Every Board needs Experience

HDN Board Diversity

    Every Board needs Experience

     Take a look at any management team or board, in any sector or industry, public or private, and you’re more than likely to see a healthy smattering of PMS.

    Pale, male and stales have held an upper hand for centuries, and progress in producing opportunities for women and ethnic minority workers has been frustratingly slow; but this is not a conveyor belt of management potential where the young thrusting thinkers jump on, and a collection of white over-50s blokes drop off the other end.

    Talent appears in all shapes and sizes, success comes with hard work and experience grows with age.

    Here at the Housing Diversity Network we work hard to help organisations improve the diversity on their boards, to better represent the communities they face. Our Board Diversity Programme is designed to find the talent every association needs from the places recruiters have for too long ignored. We leave no stone unturned in pursuit of board potential and we’re working to adjust the cultural balance of management teams.

    Dave Procter chair of Together Housing Group says, in our upcoming podcast, that boards are no longer as stale as they were at the turn of the 21st century, but they are still predominantly male and pale. And our recent webinar on ‘How to get on board by 35’ sought to encourage younger workers to reach for posts, earlier than they had maybe planned, and to have confidence in their potential and ability to make a real and valuable contribution. And that, of course, requires HR professionals and older colleagues to find, encourage and nurture that talent and to shine a light on the stars of the very near future.

    But we are seeking an evolution not a revolution; we want a diverse board not a young board, because while lived experience brings life and balance to any discussion there is no replacement for decades of on-the-job experience, and those who have stuck around a while invariably have a balanced view.

    There has been disproportionate unemployment of older workers during the last 18 months and, as the UK emerges, cautiously, from the pandemic, the economy can ill afford to lose this skill and experience. And in the public and voluntary sectors too, we would be foolish to dismiss the elders too quickly, when they are stale they’ll probably go anyway!

    Covid hit the Over 50s hard

    While the very young people in the workforce suffered the most in terms of job loss and unemployment, during the pandemic, the over 50s were next in that unwelcome line. Before the outbreak of COVID this group was at an all time high in the workplace, but the virus has changed all that, as the over 50s suffered the biggest annual unemployment fall in four decades. A report from the Resolution Foundation found that work for over 50s dropped by 1.4 per cent since the start of the pandemic, double the drop seen among the 25 to 49s, while the youngest saw a higher fall of 3.9 per cent.

    Older workers also take the longest to return to work after a period of unemployment. Six months after unemployment just 62 per cent of over 50s have returned to work, compared to 74 per cent of under 30s and 72 per cent of 30 to 49 year olds.

    The report also found that the gap between those who had choices, such as when and where to work and when to retire, and those with less control, in less secure jobs, is widening.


- Instructions for the task -
The goal here is an exact copy of the entries below, without their pictures.

- Dataset -

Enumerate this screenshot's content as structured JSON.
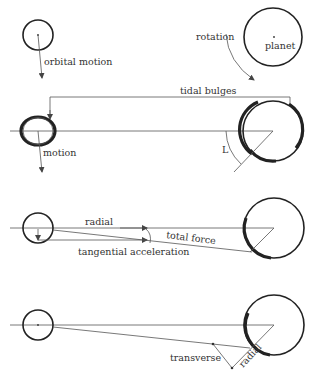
{
  "diagram": {
    "panels": [
      {
        "id": "panel-1",
        "labels": {
          "orbital_motion": "orbital motion",
          "rotation": "rotation",
          "planet": "planet"
        }
      },
      {
        "id": "panel-2",
        "labels": {
          "tidal_bulges": "tidal bulges",
          "motion": "motion",
          "angle": "L"
        }
      },
      {
        "id": "panel-3",
        "labels": {
          "radial": "radial",
          "total_force": "total force",
          "tangential_acceleration": "tangential acceleration"
        }
      },
      {
        "id": "panel-4",
        "labels": {
          "transverse": "transverse",
          "radial": "radial"
        }
      }
    ],
    "colors": {
      "ink": "#222222",
      "line": "#555555",
      "background": "#ffffff"
    }
  }
}
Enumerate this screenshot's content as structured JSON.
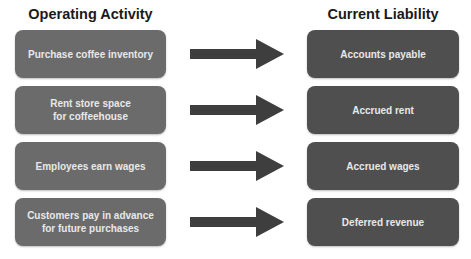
{
  "headers": {
    "left": "Operating Activity",
    "right": "Current Liability"
  },
  "rows": [
    {
      "activity": "Purchase coffee inventory",
      "liability": "Accounts payable"
    },
    {
      "activity": "Rent store space\nfor coffeehouse",
      "liability": "Accrued rent"
    },
    {
      "activity": "Employees earn wages",
      "liability": "Accrued wages"
    },
    {
      "activity": "Customers pay in advance\nfor future purchases",
      "liability": "Deferred revenue"
    }
  ],
  "colors": {
    "activity_box": "#6b6b6b",
    "liability_box": "#4f4f4f",
    "arrow": "#3e3e3e",
    "box_text": "#e8e8e8"
  },
  "icons": {
    "connector": "right-arrow-icon"
  }
}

- Response area -
Enumerate this screenshot's content as structured JSON.
{
  "diagram": {
    "panels": [
      {
        "id": "panel-1",
        "labels": {
          "orbital_motion": "orbital motion",
          "rotation": "rotation",
          "planet": "planet"
        }
      },
      {
        "id": "panel-2",
        "labels": {
          "tidal_bulges": "tidal bulges",
          "motion": "motion",
          "angle": "L"
        }
      },
      {
        "id": "panel-3",
        "labels": {
          "radial": "radial",
          "total_force": "total force",
          "tangential_acceleration": "tangential acceleration"
        }
      },
      {
        "id": "panel-4",
        "labels": {
          "transverse": "transverse",
          "radial": "radial"
        }
      }
    ],
    "colors": {
      "ink": "#222222",
      "line": "#555555",
      "background": "#ffffff"
    }
  }
}
Enumerate this screenshot's content as structured JSON.
{
  "headers": {
    "left": "Operating Activity",
    "right": "Current Liability"
  },
  "rows": [
    {
      "activity": "Purchase coffee inventory",
      "liability": "Accounts payable"
    },
    {
      "activity": "Rent store space\nfor coffeehouse",
      "liability": "Accrued rent"
    },
    {
      "activity": "Employees earn wages",
      "liability": "Accrued wages"
    },
    {
      "activity": "Customers pay in advance\nfor future purchases",
      "liability": "Deferred revenue"
    }
  ],
  "colors": {
    "activity_box": "#6b6b6b",
    "liability_box": "#4f4f4f",
    "arrow": "#3e3e3e",
    "box_text": "#e8e8e8"
  },
  "icons": {
    "connector": "right-arrow-icon"
  }
}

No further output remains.